Something going on here we should know about?
The [OP village] board tabled the discussion on the zoning change until the end of the meeting, when it entered into a closed-door discussion citing "attorney-client privilege," which is not one of the 23 "strictly construed" exceptions that allow public bodies to meet in private.
When the board returned to open session at 12:30 a.m. Tuesday, [President David] Pope explained the board’s position before a unanimous 6-0 vote to direct the village attorney to prepare a "findings of fact" on down-zoning the block. Trustee Greg Marsey left the meeting before the vote was taken.
The findings of fact would replace those prepared by the [village] Plan Commission in its recommendation to deny the zoning change from R-7 to R-6, which is a more restrictive and less dense residential zoning designation. The change, if it were to affect the planned condo building, would lower the four-story building by one floor and reduce its 11 units to nine.
Plan Commission, butt out. Meanwhile, historic preservation took a hit when the relevant village commission denied landmark status to two buildings on the 400 N. Maple block
Commissioners expressed sympathy with preserving examples of more pedestrian architectural styles and with the neighbors’ plight in trying to prevent the character of their neighborhood from changing. However, most of the commissioners at the meeting found that the buildings are too badly dilapidated to retain historic architectural characteristics.
Falling-down buildings need not apply. But landmarking the third would stop or slow down the condo development. Neighbors are looking for “cultural”-historical reasons to save it — as if their interest was piqued in the first place by issues of crowding and making their block less livable or at least less cozy.
Meanwhile, the developer has made his plans under the wild assumption that zoning on books matters.
[Bob] Allen said he’s already spent a lot of money getting the project ready to be built, having not held back because he intended to build within allowable zoning.
But he faces a zoning change after the fact:
For weeks, Village Attorney Ray Heise has told the board that any zoning changes made now would not apply to a project for which a building permit application was received prior to the change.
Monday night, Pope would only say that the applicability of the zoning change, if approved, would be "subject to internal operating procedures of the village, village codes and state laws."
Which with $1.50 or so will get you a Green Line ride downtown or even to the South Side. You can trust this village board as far as you can throw it.
Trustees Geoff Baker and Robert Milstein were the most vocal in pushing the board to consider setting aside the Plan Commission to deny the zoning change request.
"I’m not going to sit by and let inappropriate zoning affect anybody," Baker said.
Milstein said the board needed "to send a new message in Oak Park that historic homes and peoples’ neighborhoods will be protected."
In other words, we can change that law if we want. Or, to paraphrase the Red Queen, words mean what I want them to mean, period.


### Problem to solve
Write out, word for word, the line that contains "Output a JSON" and each line after it down to the last line of the data below. Include nothing more.

### Data for this exercise

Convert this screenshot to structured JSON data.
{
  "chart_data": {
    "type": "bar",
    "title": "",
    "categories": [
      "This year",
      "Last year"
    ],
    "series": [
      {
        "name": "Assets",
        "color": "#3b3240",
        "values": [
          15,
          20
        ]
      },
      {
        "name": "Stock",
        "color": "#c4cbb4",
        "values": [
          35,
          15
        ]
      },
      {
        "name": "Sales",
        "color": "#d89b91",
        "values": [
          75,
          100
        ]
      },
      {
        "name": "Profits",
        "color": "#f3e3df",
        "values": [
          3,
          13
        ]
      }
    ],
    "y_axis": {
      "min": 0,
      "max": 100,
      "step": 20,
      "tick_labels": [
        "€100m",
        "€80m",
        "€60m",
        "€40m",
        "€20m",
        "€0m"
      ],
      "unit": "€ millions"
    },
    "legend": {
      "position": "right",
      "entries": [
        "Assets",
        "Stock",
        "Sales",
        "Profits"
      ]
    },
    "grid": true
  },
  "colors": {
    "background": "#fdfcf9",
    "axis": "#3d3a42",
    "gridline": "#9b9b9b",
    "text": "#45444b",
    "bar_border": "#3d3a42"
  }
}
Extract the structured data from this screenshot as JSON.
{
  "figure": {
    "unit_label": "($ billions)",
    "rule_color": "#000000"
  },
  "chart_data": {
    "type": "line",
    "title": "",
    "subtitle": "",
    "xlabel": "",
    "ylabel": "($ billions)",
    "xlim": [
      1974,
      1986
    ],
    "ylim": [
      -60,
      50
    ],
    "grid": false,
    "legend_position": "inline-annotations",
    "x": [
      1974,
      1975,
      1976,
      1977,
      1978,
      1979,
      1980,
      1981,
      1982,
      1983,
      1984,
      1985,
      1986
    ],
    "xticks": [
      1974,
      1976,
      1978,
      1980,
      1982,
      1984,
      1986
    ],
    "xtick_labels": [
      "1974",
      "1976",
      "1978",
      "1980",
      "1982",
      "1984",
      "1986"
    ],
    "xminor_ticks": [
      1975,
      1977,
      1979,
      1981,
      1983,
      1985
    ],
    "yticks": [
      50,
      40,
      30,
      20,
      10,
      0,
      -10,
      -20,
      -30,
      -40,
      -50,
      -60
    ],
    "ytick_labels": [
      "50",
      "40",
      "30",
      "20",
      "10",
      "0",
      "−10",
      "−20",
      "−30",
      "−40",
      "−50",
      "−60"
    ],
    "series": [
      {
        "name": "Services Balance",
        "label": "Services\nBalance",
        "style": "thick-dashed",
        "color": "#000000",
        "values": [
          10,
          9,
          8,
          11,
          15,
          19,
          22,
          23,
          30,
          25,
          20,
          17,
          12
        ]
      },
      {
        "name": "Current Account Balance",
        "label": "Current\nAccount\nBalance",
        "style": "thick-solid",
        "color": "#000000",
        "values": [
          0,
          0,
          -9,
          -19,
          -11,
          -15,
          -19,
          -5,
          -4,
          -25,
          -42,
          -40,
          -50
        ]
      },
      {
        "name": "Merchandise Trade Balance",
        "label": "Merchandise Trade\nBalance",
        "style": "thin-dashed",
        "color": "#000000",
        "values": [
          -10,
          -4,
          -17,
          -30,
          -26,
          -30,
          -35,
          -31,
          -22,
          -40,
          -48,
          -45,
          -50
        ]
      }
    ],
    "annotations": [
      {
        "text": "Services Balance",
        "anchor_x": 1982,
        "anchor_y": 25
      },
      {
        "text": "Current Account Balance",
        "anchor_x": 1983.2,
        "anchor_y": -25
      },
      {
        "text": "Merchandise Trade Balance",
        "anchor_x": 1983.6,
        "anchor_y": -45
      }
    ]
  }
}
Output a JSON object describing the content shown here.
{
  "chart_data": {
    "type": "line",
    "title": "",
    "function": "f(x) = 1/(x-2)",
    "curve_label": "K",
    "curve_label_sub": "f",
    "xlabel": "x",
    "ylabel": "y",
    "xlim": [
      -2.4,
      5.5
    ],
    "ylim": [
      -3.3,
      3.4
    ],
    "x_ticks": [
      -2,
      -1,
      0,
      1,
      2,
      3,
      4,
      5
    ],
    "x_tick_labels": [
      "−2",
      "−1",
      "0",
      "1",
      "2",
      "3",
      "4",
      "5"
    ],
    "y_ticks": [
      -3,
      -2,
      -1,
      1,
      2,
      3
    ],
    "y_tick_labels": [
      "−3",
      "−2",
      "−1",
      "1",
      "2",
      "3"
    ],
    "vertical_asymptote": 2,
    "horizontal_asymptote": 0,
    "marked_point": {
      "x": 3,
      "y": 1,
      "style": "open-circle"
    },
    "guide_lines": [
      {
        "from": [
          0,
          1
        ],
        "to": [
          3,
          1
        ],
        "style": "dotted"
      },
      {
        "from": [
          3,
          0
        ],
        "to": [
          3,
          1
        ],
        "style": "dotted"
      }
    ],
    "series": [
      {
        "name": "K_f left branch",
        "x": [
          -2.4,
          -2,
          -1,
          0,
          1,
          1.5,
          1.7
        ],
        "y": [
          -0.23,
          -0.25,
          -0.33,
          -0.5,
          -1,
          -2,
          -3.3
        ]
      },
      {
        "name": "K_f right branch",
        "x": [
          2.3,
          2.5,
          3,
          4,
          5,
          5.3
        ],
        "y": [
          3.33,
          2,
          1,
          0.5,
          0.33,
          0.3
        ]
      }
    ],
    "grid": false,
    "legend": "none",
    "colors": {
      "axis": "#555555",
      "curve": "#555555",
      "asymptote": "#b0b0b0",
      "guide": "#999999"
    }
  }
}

### Expected answer
Output a JSON object describing the content shown here.
{
  "chart_data": {
    "type": "line",
    "title": "",
    "function": "f(x) = 1/(x-2)",
    "curve_label": "K",
    "curve_label_sub": "f",
    "xlabel": "x",
    "ylabel": "y",
    "xlim": [
      -2.4,
      5.5
    ],
    "ylim": [
      -3.3,
      3.4
    ],
    "x_ticks": [
      -2,
      -1,
      0,
      1,
      2,
      3,
      4,
      5
    ],
    "x_tick_labels": [
      "−2",
      "−1",
      "0",
      "1",
      "2",
      "3",
      "4",
      "5"
    ],
    "y_ticks": [
      -3,
      -2,
      -1,
      1,
      2,
      3
    ],
    "y_tick_labels": [
      "−3",
      "−2",
      "−1",
      "1",
      "2",
      "3"
    ],
    "vertical_asymptote": 2,
    "horizontal_asymptote": 0,
    "marked_point": {
      "x": 3,
      "y": 1,
      "style": "open-circle"
    },
    "guide_lines": [
      {
        "from": [
          0,
          1
        ],
        "to": [
          3,
          1
        ],
        "style": "dotted"
      },
      {
        "from": [
          3,
          0
        ],
        "to": [
          3,
          1
        ],
        "style": "dotted"
      }
    ],
    "series": [
      {
        "name": "K_f left branch",
        "x": [
          -2.4,
          -2,
          -1,
          0,
          1,
          1.5,
          1.7
        ],
        "y": [
          -0.23,
          -0.25,
          -0.33,
          -0.5,
          -1,
          -2,
          -3.3
        ]
      },
      {
        "name": "K_f right branch",
        "x": [
          2.3,
          2.5,
          3,
          4,
          5,
          5.3
        ],
        "y": [
          3.33,
          2,
          1,
          0.5,
          0.33,
          0.3
        ]
      }
    ],
    "grid": false,
    "legend": "none",
    "colors": {
      "axis": "#555555",
      "curve": "#555555",
      "asymptote": "#b0b0b0",
      "guide": "#999999"
    }
  }
}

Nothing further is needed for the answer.